17.1 Frequentist and Bayesian statistical models

Section 8.1 introduced the notion of a Bayesian statistical model as a pair consisting of a likelihood function

\[ P_M(D_\text{DV} \mid D_\text{IV}, \theta) \]

and a prior over model parameters

\[ P_M(\theta)\,.\]

Normally, the frequentist approach is not model-centric, but rather describes its methods as an arsenal of situation-specific tests. The explicit model-centric explanation of a selection of frequentist tests given in the previous chapter showed that the frequentist models that underlie the computation of \(p\)-values eradicate all free model parameters by assigning them a single value in one of two ways:

  1. fixing a parameter to the value dictated by the relevant null-hypothesis; or
  2. estimating the value of a parameter directly from the data (e.g., the standard deviation in a \(t\)-test).

Beyond \(p\)-values and significance testing, we may say that a frequentist model consists only of a likelihood, assuming -as it were-, but never actually using, a flat prior over any remaining free model parameters.

The upshot of this is that, conceptual quibbles about the nature of probability notwithstanding, from a technical point of view frequentist models can be thought of as just special cases of Bayesian models (with parameters either fixed to a single value somehow, or assuming flat priors). Seeing this subsumption relation is insightful because it implies that frequentist concepts like \(p\)-value, \(\alpha\)-error or statistical power all directly import into the Bayesian domain (whether they are equally important and useful or not). We will visit, for instance, the notion of a Bayesian \(p\)-value later in this chapter.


Work instruction: Comb through the entries for "title" and pull out each line that holds it.

Supplied records:
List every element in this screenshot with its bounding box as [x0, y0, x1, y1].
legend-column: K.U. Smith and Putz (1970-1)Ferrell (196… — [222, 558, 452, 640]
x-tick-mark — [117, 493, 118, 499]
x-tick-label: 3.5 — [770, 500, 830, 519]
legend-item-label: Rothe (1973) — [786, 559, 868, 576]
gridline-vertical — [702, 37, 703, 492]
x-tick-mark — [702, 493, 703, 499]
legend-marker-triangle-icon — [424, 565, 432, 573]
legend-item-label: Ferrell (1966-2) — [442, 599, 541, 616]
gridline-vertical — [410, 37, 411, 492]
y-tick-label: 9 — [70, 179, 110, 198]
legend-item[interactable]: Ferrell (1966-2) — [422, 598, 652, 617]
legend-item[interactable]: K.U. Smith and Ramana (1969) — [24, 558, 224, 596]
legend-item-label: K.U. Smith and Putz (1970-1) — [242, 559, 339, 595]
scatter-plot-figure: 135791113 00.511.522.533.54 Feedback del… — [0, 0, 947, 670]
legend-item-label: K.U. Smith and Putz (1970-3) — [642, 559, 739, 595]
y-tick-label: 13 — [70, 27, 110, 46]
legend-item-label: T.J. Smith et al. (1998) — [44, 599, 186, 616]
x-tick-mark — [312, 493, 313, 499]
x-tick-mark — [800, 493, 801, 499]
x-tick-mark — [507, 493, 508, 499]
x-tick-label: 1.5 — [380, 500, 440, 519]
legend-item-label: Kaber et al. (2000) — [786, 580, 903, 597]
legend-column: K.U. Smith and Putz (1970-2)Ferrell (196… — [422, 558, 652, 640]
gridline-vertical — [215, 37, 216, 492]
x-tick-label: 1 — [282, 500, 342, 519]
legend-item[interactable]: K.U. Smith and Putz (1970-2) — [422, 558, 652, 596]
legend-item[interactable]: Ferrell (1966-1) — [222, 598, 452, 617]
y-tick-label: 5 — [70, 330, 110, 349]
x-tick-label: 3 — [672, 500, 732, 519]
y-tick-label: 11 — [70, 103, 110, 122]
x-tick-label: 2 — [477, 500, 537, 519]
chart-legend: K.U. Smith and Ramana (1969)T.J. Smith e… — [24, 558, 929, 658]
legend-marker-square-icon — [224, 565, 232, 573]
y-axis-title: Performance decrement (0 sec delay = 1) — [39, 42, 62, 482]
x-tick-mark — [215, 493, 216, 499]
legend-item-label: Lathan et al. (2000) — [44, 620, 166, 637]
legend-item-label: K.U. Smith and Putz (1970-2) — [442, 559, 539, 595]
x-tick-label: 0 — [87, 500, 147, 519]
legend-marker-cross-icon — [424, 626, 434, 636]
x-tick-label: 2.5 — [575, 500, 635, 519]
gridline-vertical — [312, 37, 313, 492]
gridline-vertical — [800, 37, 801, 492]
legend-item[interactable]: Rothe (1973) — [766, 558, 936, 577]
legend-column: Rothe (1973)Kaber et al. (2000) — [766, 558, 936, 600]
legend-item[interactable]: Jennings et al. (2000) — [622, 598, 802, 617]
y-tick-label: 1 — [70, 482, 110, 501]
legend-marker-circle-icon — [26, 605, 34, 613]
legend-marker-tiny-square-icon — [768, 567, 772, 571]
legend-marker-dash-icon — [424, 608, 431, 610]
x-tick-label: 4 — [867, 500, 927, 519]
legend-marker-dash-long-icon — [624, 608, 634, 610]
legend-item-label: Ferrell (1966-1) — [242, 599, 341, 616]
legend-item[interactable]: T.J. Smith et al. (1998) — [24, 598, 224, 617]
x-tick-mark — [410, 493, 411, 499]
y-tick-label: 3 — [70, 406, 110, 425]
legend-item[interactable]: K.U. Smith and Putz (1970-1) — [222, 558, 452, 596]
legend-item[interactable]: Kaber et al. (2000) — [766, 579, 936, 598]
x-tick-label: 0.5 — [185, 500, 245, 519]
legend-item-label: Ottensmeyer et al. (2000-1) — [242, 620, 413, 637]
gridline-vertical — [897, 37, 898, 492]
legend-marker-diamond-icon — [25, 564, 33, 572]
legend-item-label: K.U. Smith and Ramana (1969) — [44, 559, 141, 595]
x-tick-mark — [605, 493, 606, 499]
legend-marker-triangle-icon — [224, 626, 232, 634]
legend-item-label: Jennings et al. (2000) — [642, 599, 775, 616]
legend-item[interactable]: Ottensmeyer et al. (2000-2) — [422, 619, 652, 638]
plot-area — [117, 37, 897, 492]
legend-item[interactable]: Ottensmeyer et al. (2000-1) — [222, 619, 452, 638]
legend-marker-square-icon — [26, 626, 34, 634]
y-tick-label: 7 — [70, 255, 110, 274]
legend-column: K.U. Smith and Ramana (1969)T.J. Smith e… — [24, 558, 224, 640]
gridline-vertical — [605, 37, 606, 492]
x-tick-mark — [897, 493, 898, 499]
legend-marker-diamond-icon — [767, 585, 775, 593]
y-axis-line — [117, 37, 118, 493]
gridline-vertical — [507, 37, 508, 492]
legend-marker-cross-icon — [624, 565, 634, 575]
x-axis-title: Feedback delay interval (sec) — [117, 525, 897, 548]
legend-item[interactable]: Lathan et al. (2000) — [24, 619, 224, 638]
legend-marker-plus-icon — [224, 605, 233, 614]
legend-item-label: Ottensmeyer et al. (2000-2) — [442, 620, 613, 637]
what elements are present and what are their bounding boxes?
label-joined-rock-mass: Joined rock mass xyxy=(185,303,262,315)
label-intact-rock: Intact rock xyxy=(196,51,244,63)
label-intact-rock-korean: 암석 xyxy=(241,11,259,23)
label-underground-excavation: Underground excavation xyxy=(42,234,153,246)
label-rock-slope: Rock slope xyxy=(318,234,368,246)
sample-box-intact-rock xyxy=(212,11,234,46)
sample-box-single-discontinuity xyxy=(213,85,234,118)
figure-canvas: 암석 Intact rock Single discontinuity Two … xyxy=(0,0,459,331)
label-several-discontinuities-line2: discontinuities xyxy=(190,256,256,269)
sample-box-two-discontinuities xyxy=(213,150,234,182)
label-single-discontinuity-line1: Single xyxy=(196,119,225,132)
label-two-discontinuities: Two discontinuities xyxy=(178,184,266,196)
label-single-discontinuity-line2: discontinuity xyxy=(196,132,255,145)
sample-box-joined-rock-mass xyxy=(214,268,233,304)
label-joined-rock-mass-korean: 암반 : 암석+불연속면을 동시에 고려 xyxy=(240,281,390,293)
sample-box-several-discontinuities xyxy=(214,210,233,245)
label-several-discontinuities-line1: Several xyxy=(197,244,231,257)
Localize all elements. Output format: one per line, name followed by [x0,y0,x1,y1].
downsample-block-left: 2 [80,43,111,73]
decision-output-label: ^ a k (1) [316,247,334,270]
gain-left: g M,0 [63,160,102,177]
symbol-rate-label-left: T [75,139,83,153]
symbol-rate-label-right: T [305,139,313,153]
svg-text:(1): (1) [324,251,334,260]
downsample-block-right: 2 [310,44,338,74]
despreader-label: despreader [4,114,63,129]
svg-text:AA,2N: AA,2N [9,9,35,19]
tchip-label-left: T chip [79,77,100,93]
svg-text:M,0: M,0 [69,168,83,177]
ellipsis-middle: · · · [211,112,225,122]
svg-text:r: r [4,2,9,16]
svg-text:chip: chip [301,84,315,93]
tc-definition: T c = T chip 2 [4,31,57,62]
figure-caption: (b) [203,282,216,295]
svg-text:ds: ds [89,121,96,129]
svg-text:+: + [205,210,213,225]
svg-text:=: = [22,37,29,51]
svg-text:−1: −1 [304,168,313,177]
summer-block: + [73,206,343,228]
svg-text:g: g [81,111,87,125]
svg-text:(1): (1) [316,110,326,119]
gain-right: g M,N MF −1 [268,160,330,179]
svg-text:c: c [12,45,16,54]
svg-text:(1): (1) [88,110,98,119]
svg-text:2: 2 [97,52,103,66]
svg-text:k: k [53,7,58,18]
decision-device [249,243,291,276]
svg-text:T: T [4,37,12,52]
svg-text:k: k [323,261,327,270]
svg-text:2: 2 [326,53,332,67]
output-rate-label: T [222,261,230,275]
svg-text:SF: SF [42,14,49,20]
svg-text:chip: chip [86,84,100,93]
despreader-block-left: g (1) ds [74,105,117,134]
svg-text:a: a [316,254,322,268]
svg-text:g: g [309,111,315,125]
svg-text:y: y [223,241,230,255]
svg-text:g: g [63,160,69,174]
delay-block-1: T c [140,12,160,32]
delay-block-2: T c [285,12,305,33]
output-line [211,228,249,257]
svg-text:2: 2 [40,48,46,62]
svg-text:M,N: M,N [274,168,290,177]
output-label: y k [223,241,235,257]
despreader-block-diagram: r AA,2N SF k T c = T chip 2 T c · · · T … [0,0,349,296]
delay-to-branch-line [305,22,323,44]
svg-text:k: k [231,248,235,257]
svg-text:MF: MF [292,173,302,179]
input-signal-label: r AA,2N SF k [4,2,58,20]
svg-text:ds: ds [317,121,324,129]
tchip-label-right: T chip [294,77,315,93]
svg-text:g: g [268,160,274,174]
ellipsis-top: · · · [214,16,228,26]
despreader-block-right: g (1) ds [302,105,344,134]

Worked solution:
y-axis-title: Performance decrement (0 sec delay = 1) — [39, 42, 62, 482]
x-axis-title: Feedback delay interval (sec) — [117, 525, 897, 548]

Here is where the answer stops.